Coronavirus round-up: how to protect your mental health while covering the outbreak and fighting the ‘infodemic’

Our personal weekly selection about journalism and innovation.

Stay up to date by subscribing to our Newsletter or by following our Telegram channel, and join the conversation on FacebookTwitter, and Instagram.


Edited by Marco Nurra

The 2020 International Journalism Festival #ijf20 has been cancelled


Coronavirus: How to protect your mental health. Coronavirus has plunged the world into uncertainty and the constant news about the pandemic can feel relentless. All of this is taking its toll on people’s mental health, particularly those already living with conditions like anxiety and OCD. So how can we protect our mental health? Here are some advices.

The psychological toll of coronavirus coverage. Dr. Narine Yegiyan, a former journalist and current professor of communication at University of California, Davis, studies how human brains prioritize information in times of cognitive and emotional overload. Yegiyan recommends that news organizations slow down and attempt to provide respite and build trust by being a higher-level gatekeeper for information: doing the deeper, slower thinking that news consumers don’t have the time for.

How to stay sane while reporting on the coronavirus. While the coronavirus pandemic is anxiety-inducing for anyone, reporters, researchers and those reading up on Covid-19 every day to keep the public informed may be feeling the brunt of the information overload. So how can journalists reporting on the coronavirus outbreak do so sanely? The experts weigh in.

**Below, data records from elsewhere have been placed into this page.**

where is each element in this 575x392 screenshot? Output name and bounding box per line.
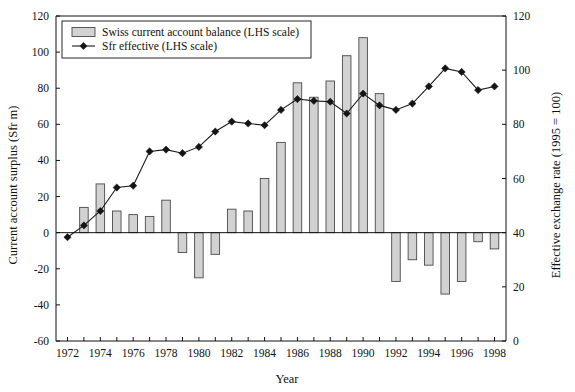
x-tick-label-1996: 1996	[450, 347, 473, 359]
marker-1998	[491, 83, 498, 90]
y2-tick-label-60: 60	[513, 173, 525, 185]
bar-1989	[342, 56, 351, 233]
marker-1992	[392, 106, 399, 113]
marker-1978	[162, 146, 169, 153]
bar-1990	[359, 38, 368, 233]
marker-1979	[179, 150, 186, 157]
marker-1977	[146, 148, 153, 155]
y2-tick-label-100: 100	[513, 64, 531, 76]
chart-container: 1972197419761978198019821984198619881990…	[0, 0, 575, 392]
x-tick-label-1990: 1990	[352, 347, 375, 359]
bar-1984	[260, 179, 269, 233]
chart-legend: Swiss current account balance (LHS scale…	[62, 21, 311, 58]
x-tick-label-1994: 1994	[417, 347, 440, 359]
bar-1992	[392, 233, 401, 282]
bar-1993	[408, 233, 417, 260]
left-axis-title: Current account surplus (Sfr m)	[6, 106, 20, 265]
bar-1981	[211, 233, 220, 255]
bar-1982	[227, 209, 236, 232]
bar-1995	[441, 233, 450, 294]
marker-1982	[228, 118, 235, 125]
y-tick-label--40: -40	[34, 299, 50, 311]
x-tick-label-1992: 1992	[384, 347, 407, 359]
marker-1972	[64, 234, 71, 241]
bar-1979	[178, 233, 187, 253]
bar-1991	[375, 94, 384, 233]
x-tick-label-1976: 1976	[122, 347, 145, 359]
marker-1976	[130, 182, 137, 189]
bar-1996	[457, 233, 466, 282]
x-tick-label-1988: 1988	[319, 347, 342, 359]
y-tick-label-0: 0	[43, 227, 49, 239]
y-tick-label-40: 40	[38, 154, 50, 166]
legend-bar-swatch	[72, 28, 95, 37]
bar-1987	[310, 97, 319, 232]
y-tick-label--60: -60	[34, 335, 50, 347]
right-axis-title: Effective exchange rate (1995 = 100)	[549, 92, 563, 278]
bar-1975	[113, 211, 122, 233]
y-tick-label-100: 100	[32, 46, 50, 58]
x-tick-label-1982: 1982	[220, 347, 243, 359]
bar-1980	[195, 233, 204, 278]
y2-tick-label-80: 80	[513, 118, 525, 130]
bar-1985	[277, 142, 286, 232]
x-tick-label-1974: 1974	[89, 347, 112, 359]
bar-1976	[129, 215, 138, 233]
bar-1994	[425, 233, 434, 265]
bar-1978	[162, 200, 171, 233]
bar-1997	[474, 233, 483, 242]
bar-1977	[145, 216, 154, 232]
marker-1983	[245, 120, 252, 127]
y-tick-label-60: 60	[38, 118, 50, 130]
x-tick-label-1978: 1978	[155, 347, 178, 359]
x-axis-ticks: 1972197419761978198019821984198619881990…	[56, 337, 506, 359]
y2-tick-label-0: 0	[513, 335, 519, 347]
y-tick-label-120: 120	[32, 10, 50, 22]
y-tick-label-20: 20	[38, 191, 50, 203]
bar-1983	[244, 211, 253, 233]
y2-tick-label-40: 40	[513, 227, 525, 239]
x-tick-label-1980: 1980	[187, 347, 210, 359]
bottom-axis-title: Year	[275, 372, 299, 386]
marker-1975	[113, 184, 120, 191]
x-tick-label-1998: 1998	[483, 347, 506, 359]
x-tick-label-1984: 1984	[253, 347, 276, 359]
x-tick-label-1972: 1972	[56, 347, 79, 359]
x-tick-label-1986: 1986	[286, 347, 309, 359]
chart-svg: 1972197419761978198019821984198619881990…	[0, 0, 575, 392]
y2-tick-label-120: 120	[513, 10, 531, 22]
legend-line-label: Sfr effective (LHS scale)	[102, 40, 217, 53]
y-tick-label-80: 80	[38, 82, 50, 94]
bar-1998	[490, 233, 499, 249]
y-tick-label--20: -20	[34, 263, 50, 275]
bar-1986	[293, 83, 302, 233]
legend-bar-label: Swiss current account balance (LHS scale…	[102, 26, 299, 39]
y2-tick-label-20: 20	[513, 281, 525, 293]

How journalists can fight stress from covering the coronavirus. 9 ways journalists can push back against the stress of an always-on story.

A guide to taking care of yourself and your newsroom in times of coronavirus. Eleven journalists worked together to write a guide that covers four main topics: general need-to-know info about coronavirus itself and what to do if you’re exposed to it; how to care for your own physical and emotional health as you cover the pandemic; caring for others, whether they’re your colleagues, reporters, or freelancers; and recommendations and tips for event planners.

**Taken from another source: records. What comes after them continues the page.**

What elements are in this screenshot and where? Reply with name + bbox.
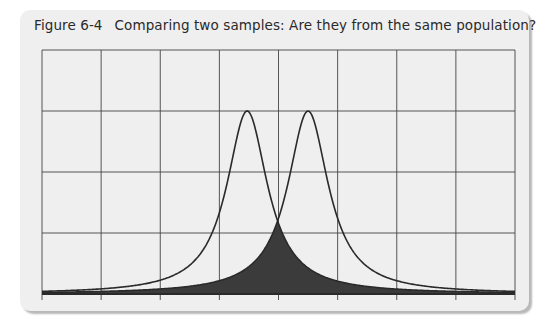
distribution-chart: [0, 0, 557, 331]
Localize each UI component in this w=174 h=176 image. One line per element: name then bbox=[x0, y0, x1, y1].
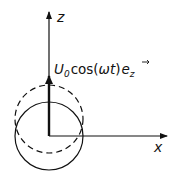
vector-arrow-icon bbox=[142, 60, 149, 64]
close-paren: ) bbox=[115, 61, 120, 77]
velocity-label: U0cos(ωt)ez bbox=[54, 61, 135, 79]
velocity-amplitude-subscript: 0 bbox=[64, 69, 70, 79]
unit-vector-subscript: z bbox=[129, 69, 135, 79]
omega-t: ωt bbox=[99, 61, 116, 77]
x-axis-label: x bbox=[153, 139, 163, 155]
cos-function: cos( bbox=[71, 61, 99, 77]
unit-vector-e: e bbox=[122, 61, 130, 77]
velocity-amplitude: U bbox=[54, 61, 64, 77]
z-axis-label: z bbox=[56, 9, 65, 25]
oscillating-sphere-diagram: z x U0cos(ωt)ez bbox=[0, 0, 174, 176]
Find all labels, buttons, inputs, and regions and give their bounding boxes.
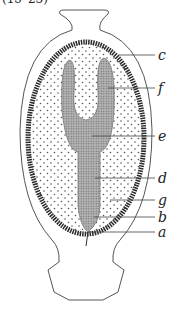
label-f: f [158,81,163,95]
label-g: g [158,193,167,207]
label-a: a [158,225,166,239]
label-e: e [158,129,166,143]
ovule-diagram [0,0,172,314]
label-d: d [158,171,167,185]
label-c: c [158,48,166,62]
label-b: b [158,210,167,224]
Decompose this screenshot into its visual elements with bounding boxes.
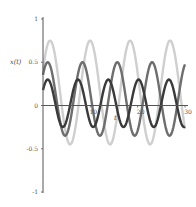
series-layer [43, 41, 185, 145]
y-axis-label: x(t) [10, 58, 22, 66]
chart: 10.50-0.5-1102030 x(t) t [0, 0, 196, 207]
y-tick-label: 0.5 [28, 58, 38, 65]
x-tick-label: 30 [184, 108, 192, 115]
x-tick-label: 10 [90, 108, 98, 115]
x-axis-label: t [114, 114, 117, 122]
y-tick-label: -1 [32, 188, 38, 195]
y-tick-label: -0.5 [26, 145, 38, 152]
x-tick-label: 20 [137, 108, 145, 115]
y-tick-label: 1 [34, 15, 38, 22]
y-tick-label: 0 [34, 102, 38, 109]
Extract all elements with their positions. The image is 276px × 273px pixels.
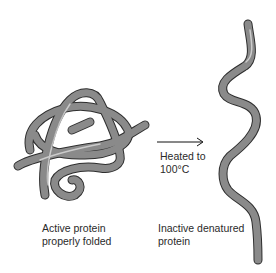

7 ways to avoid misinformation during the coronavirus pandemic. PolitiFact has created a guide with seven ways to avoid falling for some of the most common falsehoods about epidemics like the coronavirus. 

Fighting the infodemic: The #CoronaVirusFacts Alliance. Led by the International Fact-Checking Network (IFCN) at the Poynter Institute, the #CoronaVirusFacts / #DatosCoronaVirus Alliance unites more than 100 fact-checkers around the world in publishing, sharing and translating facts surrounding the novel coronavirus.

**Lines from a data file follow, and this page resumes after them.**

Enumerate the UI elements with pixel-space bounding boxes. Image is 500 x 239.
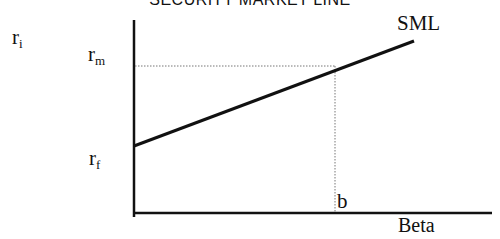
sml-line bbox=[134, 41, 414, 146]
rm-label-sub: m bbox=[95, 53, 105, 68]
y-axis-label-sub: i bbox=[19, 36, 23, 51]
beta-marker-label: b bbox=[337, 189, 348, 214]
rf-label: rf bbox=[89, 148, 100, 171]
y-axis-label-symbol: r bbox=[12, 25, 19, 49]
rf-label-symbol: r bbox=[89, 146, 96, 170]
rm-label-symbol: r bbox=[88, 42, 95, 66]
x-axis-label: Beta bbox=[398, 214, 435, 237]
rm-label: rm bbox=[88, 44, 105, 67]
y-axis-label: ri bbox=[12, 27, 23, 50]
sml-label: SML bbox=[397, 11, 440, 36]
rf-label-sub: f bbox=[96, 157, 100, 172]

Twitter to remove harmful fake news about coronavirus. Twitter will remove tweets that run the risk of causing harm by spreading dangerous misinformation about Covid-19, the company has said, after weeks of criticism that its policies on misinformation were too lax. Now, the social network says, it will be applying a new broader definition of harm to address content that “goes directly against guidance from authoritative sources of global and local public health information”.

How are the social media platforms responding to the ‘infodemic’? On March 16, Facebook, Google, LinkedIn, Microsoft, Reddit, Twitter and YouTube issued a statement saying they had joined forces to combat “fraud and misinformation about the virus”. So what are various platforms actually doing? This article will be updated regularly by First Draft with the latest news about the different measures.

Coronavirus and the emergency in content moderation. Facebook on Tuesday was blocking users from posting some legitimate news articles about the Covid-19 in what appeared to be a bug in its spam filters. “We’re on this – this is a bug in an anti-spam system, unrelated to any changes in our content moderator workforce,” the company’s vice president of integrity, Guy Rosen, tweeted. “We’re in the process of fixing and bringing all these posts back.”

9 lessons from Chinese journalists on covering COVID-19. Despite years of suppression, investigative reporting has somehow managed to survive in China. But the COVID-19 outbreak has sparked a new wave of Chinese muckraking. In the few months since the pandemic began in the Chinese city of Wuhan, Chinese media appears to have produced more high-quality investigative reporting than it had done over the past several years.

How a blockbuster Washington Post story made ‘social distancing’ easy to understand. The article charts the course of a hypothetical virus called “simulitis” through a town of 200 people, who are represented by bouncing dots. It shows how something like the coronavirus spreads exponentially through network effects and illustrates the efficacy of “social distancing” — its strength is in its simplicity.